Sounds like phrenology to me, but what do I know. I have a bachelor of arts degree:
There’s even a sabr-sounding stat for it: fWHR, or acial width-to-height ratio. Which, even though it was created and researched by university psychologists, will likely cause a bunch of old school baseball columnists to use it to mock statheads. Tell me you’d be surprised if you read this one morning:
Actually, I doubt if we have to wait until some skinny guy hits a homer. I bet someone uses this stuff as a launchpad for an anti-science, anti-stats rant. Because, hey, it’s just the sports pages.
Tucked into the latest edition of Biology Letters, among articles on emperor penguin surface temperatures and predator-prey size relationship, is a study that suggests that the shape of your face may indicate whether you’d make a good power hitter.
University of London researchers Hikaru Tsujimura and Michael J. Banissy tracked nearly 200 Japanese players in one of that country’s two pro baseball leagues over the course of two seasons and found that players with short, wide faces tended to have higher-than-average home run numbers.
There’s even a sabr-sounding stat for it: fWHR, or acial width-to-height ratio. Which, even though it was created and researched by university psychologists, will likely cause a bunch of old school baseball columnists to use it to mock statheads. Tell me you’d be surprised if you read this one morning:
Some stat-obsessed researchers in Japan (who knew they had research labs in mothers’ basements?) have determined that guys with short, wide faces hit a lot of homers. Hope no one tells them about [Player with long, skinny face who hit a big home run the night before], because it’d be a shame if all of their research went to waste.
Actually, I doubt if we have to wait until some skinny guy hits a homer. I bet someone uses this stuff as a launchpad for an anti-science, anti-stats rant. Because, hey, it’s just the sports pages.
Anyway, this kind of thing is fun, even if it has even a remotely identifiable practical application.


> WORK REQUIRED: Return every line of the data that contains the string "Take".

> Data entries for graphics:
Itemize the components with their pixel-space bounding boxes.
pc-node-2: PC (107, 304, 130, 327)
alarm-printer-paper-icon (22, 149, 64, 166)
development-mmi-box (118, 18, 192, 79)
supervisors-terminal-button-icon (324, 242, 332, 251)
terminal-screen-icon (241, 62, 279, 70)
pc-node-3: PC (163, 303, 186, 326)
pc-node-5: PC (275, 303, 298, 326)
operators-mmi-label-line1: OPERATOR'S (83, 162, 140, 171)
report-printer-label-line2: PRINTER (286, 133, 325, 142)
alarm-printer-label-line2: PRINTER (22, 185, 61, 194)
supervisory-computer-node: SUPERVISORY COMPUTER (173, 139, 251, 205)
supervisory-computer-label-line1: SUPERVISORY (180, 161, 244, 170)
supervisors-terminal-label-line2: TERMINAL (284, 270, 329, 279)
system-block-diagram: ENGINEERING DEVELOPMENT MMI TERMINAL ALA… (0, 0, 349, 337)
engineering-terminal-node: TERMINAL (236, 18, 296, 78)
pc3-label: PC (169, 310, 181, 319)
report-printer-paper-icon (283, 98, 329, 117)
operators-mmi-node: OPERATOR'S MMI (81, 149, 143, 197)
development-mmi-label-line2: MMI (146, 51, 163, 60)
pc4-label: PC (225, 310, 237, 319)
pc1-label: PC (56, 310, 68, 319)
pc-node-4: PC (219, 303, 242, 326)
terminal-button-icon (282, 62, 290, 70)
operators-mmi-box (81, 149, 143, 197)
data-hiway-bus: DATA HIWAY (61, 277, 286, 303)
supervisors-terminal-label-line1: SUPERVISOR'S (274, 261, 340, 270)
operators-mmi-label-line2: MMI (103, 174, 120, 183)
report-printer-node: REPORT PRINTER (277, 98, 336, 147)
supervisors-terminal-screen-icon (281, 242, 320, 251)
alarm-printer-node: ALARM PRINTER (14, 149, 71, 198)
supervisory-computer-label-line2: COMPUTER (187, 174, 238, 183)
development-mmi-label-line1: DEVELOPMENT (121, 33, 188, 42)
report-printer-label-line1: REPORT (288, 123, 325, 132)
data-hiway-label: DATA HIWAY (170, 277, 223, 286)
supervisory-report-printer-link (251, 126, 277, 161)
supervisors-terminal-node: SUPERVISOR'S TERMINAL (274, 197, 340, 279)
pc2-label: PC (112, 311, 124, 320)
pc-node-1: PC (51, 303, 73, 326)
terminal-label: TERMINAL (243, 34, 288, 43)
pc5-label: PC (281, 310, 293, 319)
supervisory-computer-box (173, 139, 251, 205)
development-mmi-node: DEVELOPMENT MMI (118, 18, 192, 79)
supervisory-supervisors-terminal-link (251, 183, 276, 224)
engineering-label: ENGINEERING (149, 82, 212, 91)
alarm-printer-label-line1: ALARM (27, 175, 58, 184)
---
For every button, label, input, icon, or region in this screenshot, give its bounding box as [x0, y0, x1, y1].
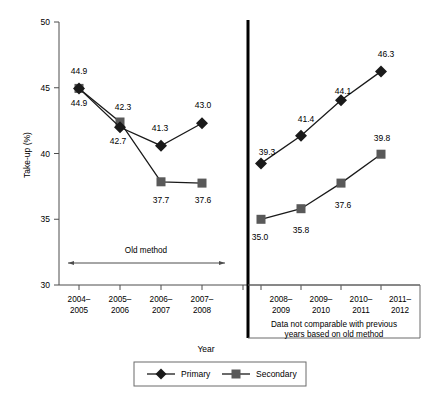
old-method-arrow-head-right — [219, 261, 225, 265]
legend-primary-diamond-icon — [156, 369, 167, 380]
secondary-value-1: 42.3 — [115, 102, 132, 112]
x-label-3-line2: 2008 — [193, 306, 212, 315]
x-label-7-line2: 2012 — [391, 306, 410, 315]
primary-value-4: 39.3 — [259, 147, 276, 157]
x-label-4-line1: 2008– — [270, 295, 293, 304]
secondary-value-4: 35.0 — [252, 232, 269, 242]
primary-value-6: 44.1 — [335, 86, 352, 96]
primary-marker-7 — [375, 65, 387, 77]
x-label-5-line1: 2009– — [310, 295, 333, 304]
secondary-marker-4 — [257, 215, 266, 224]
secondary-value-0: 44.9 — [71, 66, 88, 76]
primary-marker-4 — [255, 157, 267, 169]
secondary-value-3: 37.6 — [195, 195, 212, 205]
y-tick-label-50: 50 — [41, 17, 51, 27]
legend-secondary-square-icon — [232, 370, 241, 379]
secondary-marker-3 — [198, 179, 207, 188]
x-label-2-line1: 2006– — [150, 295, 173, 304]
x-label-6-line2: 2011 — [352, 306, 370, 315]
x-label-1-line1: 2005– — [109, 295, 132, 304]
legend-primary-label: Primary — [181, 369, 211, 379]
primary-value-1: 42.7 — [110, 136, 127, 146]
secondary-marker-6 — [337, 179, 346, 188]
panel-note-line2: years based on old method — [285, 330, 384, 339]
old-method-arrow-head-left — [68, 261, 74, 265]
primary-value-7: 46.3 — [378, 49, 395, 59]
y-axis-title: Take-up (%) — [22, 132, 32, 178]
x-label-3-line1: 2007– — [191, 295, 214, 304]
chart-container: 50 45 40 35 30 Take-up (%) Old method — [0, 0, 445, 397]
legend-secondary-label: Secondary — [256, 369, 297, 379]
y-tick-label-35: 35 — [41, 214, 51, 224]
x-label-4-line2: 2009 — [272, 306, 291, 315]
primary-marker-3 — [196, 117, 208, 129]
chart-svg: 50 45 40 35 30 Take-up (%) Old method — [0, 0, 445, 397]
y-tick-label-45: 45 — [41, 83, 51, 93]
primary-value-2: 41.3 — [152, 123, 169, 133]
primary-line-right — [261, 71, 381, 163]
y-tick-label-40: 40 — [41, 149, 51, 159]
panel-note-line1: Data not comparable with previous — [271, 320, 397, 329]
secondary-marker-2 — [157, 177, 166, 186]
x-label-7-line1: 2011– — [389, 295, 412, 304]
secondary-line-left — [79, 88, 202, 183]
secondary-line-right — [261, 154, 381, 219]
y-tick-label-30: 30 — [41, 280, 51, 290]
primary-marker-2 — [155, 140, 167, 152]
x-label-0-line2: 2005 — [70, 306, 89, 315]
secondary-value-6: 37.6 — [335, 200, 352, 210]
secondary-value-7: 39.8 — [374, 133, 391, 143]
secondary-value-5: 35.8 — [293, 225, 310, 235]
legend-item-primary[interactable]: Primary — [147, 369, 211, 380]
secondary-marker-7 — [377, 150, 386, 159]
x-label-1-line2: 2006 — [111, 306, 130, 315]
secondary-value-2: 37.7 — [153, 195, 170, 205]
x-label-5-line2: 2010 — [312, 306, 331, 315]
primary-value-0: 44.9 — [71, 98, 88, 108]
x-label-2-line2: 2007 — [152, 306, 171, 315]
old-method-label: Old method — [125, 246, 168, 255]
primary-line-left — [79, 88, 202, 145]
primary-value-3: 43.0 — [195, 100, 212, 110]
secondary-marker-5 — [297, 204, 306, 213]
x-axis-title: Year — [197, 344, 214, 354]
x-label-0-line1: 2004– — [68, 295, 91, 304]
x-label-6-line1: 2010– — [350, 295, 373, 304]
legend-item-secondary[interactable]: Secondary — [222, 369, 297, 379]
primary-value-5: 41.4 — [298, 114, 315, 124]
...
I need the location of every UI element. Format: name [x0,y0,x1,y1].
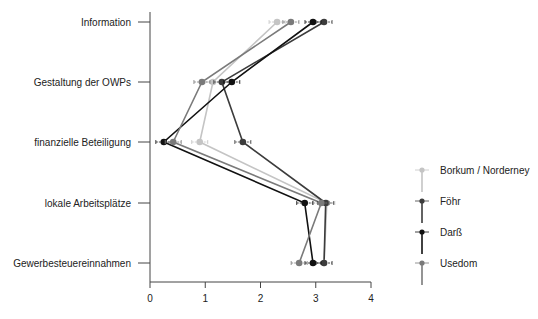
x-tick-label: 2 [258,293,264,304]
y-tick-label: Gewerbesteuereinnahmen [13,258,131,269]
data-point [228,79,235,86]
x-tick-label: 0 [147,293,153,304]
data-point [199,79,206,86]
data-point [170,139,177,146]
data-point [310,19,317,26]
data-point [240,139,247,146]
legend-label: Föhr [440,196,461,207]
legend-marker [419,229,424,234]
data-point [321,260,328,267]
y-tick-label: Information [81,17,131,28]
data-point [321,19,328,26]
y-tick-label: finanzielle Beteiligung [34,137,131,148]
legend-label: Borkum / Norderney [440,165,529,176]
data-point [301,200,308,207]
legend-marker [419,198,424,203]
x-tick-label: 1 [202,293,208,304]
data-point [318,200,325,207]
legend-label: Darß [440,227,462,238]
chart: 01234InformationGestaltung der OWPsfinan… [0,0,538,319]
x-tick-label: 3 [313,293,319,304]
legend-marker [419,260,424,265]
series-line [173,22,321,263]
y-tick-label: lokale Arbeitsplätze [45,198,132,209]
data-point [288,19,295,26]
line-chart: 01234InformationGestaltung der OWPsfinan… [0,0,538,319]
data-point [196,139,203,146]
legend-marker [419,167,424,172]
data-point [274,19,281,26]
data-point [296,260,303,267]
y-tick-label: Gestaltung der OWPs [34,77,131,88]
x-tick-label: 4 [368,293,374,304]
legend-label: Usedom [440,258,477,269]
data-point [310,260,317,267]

> WRITTEN SOLUTION:
y-axis-title: Take-up (%) — [22, 132, 32, 178]
chart-container: 50 45 40 35 30 Take-up (%) Old method — [0, 0, 445, 397]
chart-svg: 50 45 40 35 30 Take-up (%) Old method — [0, 0, 445, 397]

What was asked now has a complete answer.